You and I, we need the Savior. If you think you know him and you find "little" lies okay, then you don't. If you think you know him and you mock or slander someone's sin as "worse" than yours, or someone who is "different" from you; if you think it's fine, as it seems a lot of folks who call themselves Christians do by making fun of those they call homosexuals rather than getting to know them and loving them as Jesus commanded, then you don't know him.

The shepherds told everyone about what the angels said - the Messiah is born! Salvation is at hand, people!

Christmas is not about taking up banners and shouting "Merry Christmas!" to drown out those saying "Happy Holidays" when they don't know what you celebrate. How sad that our love for Jesus isn't so obvious on our faces and in our treatment of others that they know we celebrate Christmas at a glance. Christmas is not about defending a wealthy brother who maybe should have been more circumspect in defining sin by the God we sin against rather than the sins we commit. I'm fairly certain he can defend himself - but I do stand by his right to speak his faith and, as with all who defend what they believe, to endure the results of proclaiming those beliefs. We should never doubt for a moment that the world will come after us for stating what we believe. There is no tolerance for faith in God among the living dead.

That's not the point of this article, however; or the point of Christmas.

My point, my hope for you this Christmas is that you get to know Jesus. Re-Learn what Christmas is ALL about: the Son of God who was born to exhausted parents in that stinky stable for the hope that his horrible death on that cross would bring because HE LIVES again for YOU and for ME and everyone, every single person that he has chosen to make his own.

That's the Good News and that's what Christmas is all about, Charlie Brown.

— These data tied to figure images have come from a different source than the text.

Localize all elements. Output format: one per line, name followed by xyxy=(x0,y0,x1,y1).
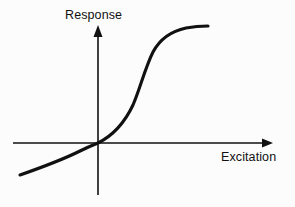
plot-canvas xyxy=(0,0,295,207)
sigmoid-curve xyxy=(20,26,208,175)
response-curve-figure: Response Excitation xyxy=(0,0,295,207)
x-axis-arrowhead-icon xyxy=(262,139,273,148)
y-axis-arrowhead-icon xyxy=(94,25,103,37)
y-axis-label: Response xyxy=(65,8,122,22)
x-axis-label: Excitation xyxy=(221,150,276,164)
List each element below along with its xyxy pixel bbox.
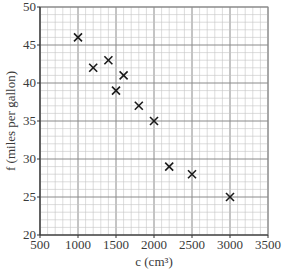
x-tick-label: 1500 xyxy=(103,237,129,252)
y-tick-label: 50 xyxy=(23,0,36,14)
x-tick-label: 3000 xyxy=(217,237,243,252)
x-axis-label: c (cm³) xyxy=(135,254,172,269)
y-tick-label: 20 xyxy=(23,227,36,242)
y-tick-label: 30 xyxy=(23,151,36,166)
scatter-chart: 500100015002000250030003500 202530354045… xyxy=(0,0,282,273)
y-tick-label: 45 xyxy=(23,37,36,52)
y-tick-labels: 20253035404550 xyxy=(23,0,36,242)
y-axis-label: f (miles per gallon) xyxy=(3,71,18,171)
y-tick-label: 35 xyxy=(23,113,36,128)
x-tick-label: 2500 xyxy=(179,237,205,252)
x-tick-label: 3500 xyxy=(255,237,281,252)
x-tick-labels: 500100015002000250030003500 xyxy=(30,237,281,252)
y-tick-label: 40 xyxy=(23,75,36,90)
x-tick-label: 1000 xyxy=(65,237,91,252)
y-tick-label: 25 xyxy=(23,189,36,204)
x-tick-label: 2000 xyxy=(141,237,167,252)
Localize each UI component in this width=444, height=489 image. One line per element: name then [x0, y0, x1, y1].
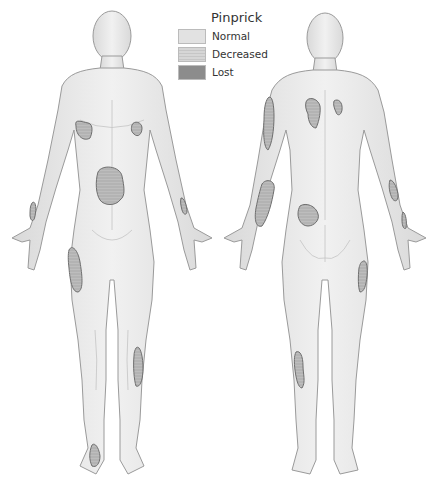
swatch-decreased	[178, 47, 206, 62]
legend-item-normal: Normal	[178, 29, 288, 47]
legend-item-decreased: Decreased	[178, 47, 288, 65]
patch-abdomen	[96, 167, 124, 204]
patch-right-wrist-back	[402, 212, 406, 229]
patch-right-forearm	[30, 202, 36, 220]
patch-left-shin	[134, 347, 143, 386]
swatch-normal	[178, 29, 206, 44]
legend-label-decreased: Decreased	[212, 47, 268, 62]
legend-label-normal: Normal	[212, 29, 250, 44]
legend-item-lost: Lost	[178, 65, 288, 83]
swatch-lost	[178, 65, 206, 80]
patch-left-chest	[131, 122, 142, 135]
legend-title: Pinprick	[211, 10, 262, 25]
legend-label-lost: Lost	[212, 65, 234, 80]
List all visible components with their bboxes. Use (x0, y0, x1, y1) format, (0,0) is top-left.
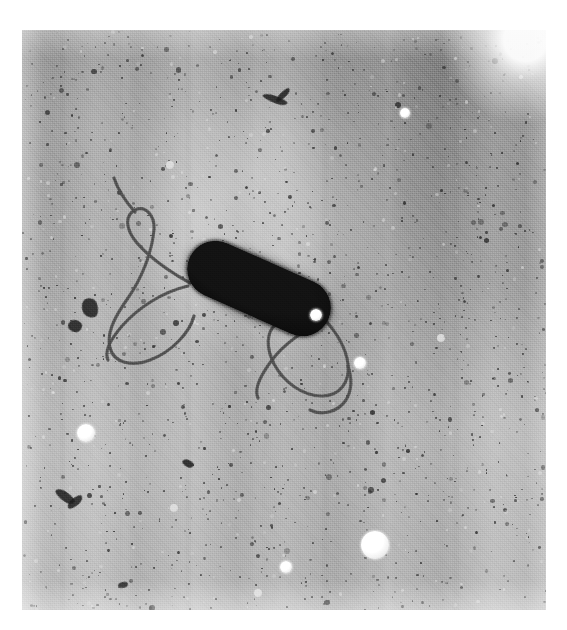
plate-edge-fade (22, 30, 546, 610)
electron-micrograph-plate (22, 30, 546, 610)
micrograph-figure (0, 0, 567, 630)
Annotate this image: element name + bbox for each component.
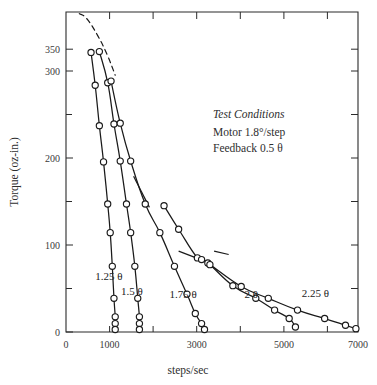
- data-point-marker: [198, 320, 204, 326]
- x-tick-label-7000: 7000: [348, 339, 368, 350]
- data-point-marker: [107, 230, 113, 236]
- data-point-marker: [92, 82, 98, 88]
- series-curve: [202, 260, 356, 329]
- data-point-marker: [207, 262, 213, 268]
- data-point-marker: [132, 263, 138, 269]
- data-point-marker: [88, 49, 94, 55]
- y-tick-label-350: 350: [45, 44, 60, 55]
- data-point-marker: [111, 121, 117, 127]
- leader-lines: [134, 176, 229, 258]
- series-curve: [91, 52, 115, 329]
- x-tick-label-3000: 3000: [187, 339, 207, 350]
- x-tick-labels: 0 1000 3000 5000 7000: [64, 339, 369, 350]
- annotation-motor: Motor 1.8°/step: [213, 126, 286, 139]
- data-point-marker: [136, 314, 142, 320]
- data-point-marker: [109, 263, 115, 269]
- x-tick-label-5000: 5000: [274, 339, 294, 350]
- data-point-marker: [230, 283, 236, 289]
- data-point-marker: [342, 322, 348, 328]
- y-tick-label-200: 200: [45, 153, 60, 164]
- leader-2.25: [214, 251, 229, 254]
- data-point-marker: [238, 283, 244, 289]
- data-point-marker: [100, 159, 106, 165]
- series-label: 2.25 θ: [302, 287, 329, 299]
- series-label: 1.5 θ: [121, 285, 143, 297]
- data-point-marker: [142, 201, 148, 207]
- data-point-marker: [271, 307, 277, 313]
- data-point-marker: [112, 320, 118, 326]
- data-point-marker: [96, 123, 102, 129]
- data-point-marker: [286, 315, 292, 321]
- envelope-dashed-curve: [79, 14, 115, 75]
- x-tick-label-0: 0: [64, 339, 69, 350]
- data-point-marker: [353, 326, 359, 332]
- data-point-marker: [128, 158, 134, 164]
- data-point-marker: [157, 230, 163, 236]
- annotation-title: Test Conditions: [213, 108, 285, 120]
- y-tick-label-300: 300: [45, 66, 60, 77]
- data-point-marker: [136, 320, 142, 326]
- data-point-marker: [123, 201, 129, 207]
- data-point-marker: [292, 324, 298, 330]
- data-point-marker: [171, 263, 177, 269]
- series-label: 2 θ: [245, 288, 259, 300]
- data-point-marker: [117, 120, 123, 126]
- data-point-marker: [117, 158, 123, 164]
- x-axis-title: steps/sec: [168, 364, 209, 377]
- data-point-marker: [111, 295, 117, 301]
- x-tick-label-1000: 1000: [100, 339, 120, 350]
- y-tick-label-0: 0: [55, 327, 60, 338]
- data-point-marker: [176, 226, 182, 232]
- data-point-marker: [265, 295, 271, 301]
- test-conditions-annotation: Test Conditions Motor 1.8°/step Feedback…: [213, 108, 286, 154]
- data-point-marker: [112, 326, 118, 332]
- data-point-marker: [192, 310, 198, 316]
- data-point-marker: [161, 203, 167, 209]
- data-point-marker: [201, 326, 207, 332]
- series-label: 1.75 θ: [169, 288, 196, 300]
- data-point-marker: [105, 201, 111, 207]
- data-point-marker: [112, 314, 118, 320]
- data-point-marker: [136, 326, 142, 332]
- y-tick-labels: 0 100 200 300 350: [45, 44, 60, 338]
- series-label: 1.25 θ: [95, 270, 122, 282]
- data-point-marker: [128, 230, 134, 236]
- envelope-curve: [79, 14, 115, 75]
- data-point-marker: [198, 256, 204, 262]
- data-point-marker: [108, 78, 114, 84]
- series-labels: 1.25 θ1.5 θ1.75 θ2 θ2.25 θ: [95, 270, 329, 301]
- torque-speed-chart: 0 100 200 300 350 0 1000 3000 5000 7000 …: [0, 0, 377, 385]
- y-tick-label-100: 100: [45, 240, 60, 251]
- data-point-marker: [294, 307, 300, 313]
- y-axis-title: Torque (oz-in.): [8, 137, 21, 207]
- chart-svg: 0 100 200 300 350 0 1000 3000 5000 7000 …: [0, 0, 377, 385]
- annotation-feedback: Feedback 0.5 θ: [213, 142, 283, 154]
- data-point-marker: [322, 315, 328, 321]
- data-point-marker: [96, 48, 102, 54]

Hark, the herald angels sing,
"Glory to the newborn King!
Peace on earth and mercy mild
God and sinners reconciled"
Joyful, all ye nations rise
Join the triumph of the skies
With the angelic host proclaim:
"Christ is born in Bethlehem"
Hark! The herald angels sing
"Glory to the newborn King!"

Christ by highest heav'n adored
Christ the everlasting Lord!
Late in time behold Him come
Offspring of a Virgin's womb
Veiled in flesh the Godhead see
Hail the incarnate Deity
Pleased as man with man to dwell
Jesus, our Emmanuel
Hark! The herald angels sing
"Glory to the newborn King!"

Hail the heav'n-born Prince of Peace!
Hail the Son of Righteousness!
Light and life to all He brings
Ris'n with healing in His wings
Mild He lays His glory by
Born that man no more may die
Born to raise the sons of earth
Born to give them second birth
Hark! The herald angels sing
"Glory to the newborn King!"

-Charles Wesley


As an interesting aside, if you are curious about what the Robertson family has to say about Phil's interview and the subsequent uproar, read here: The Robertson Official Family Statement.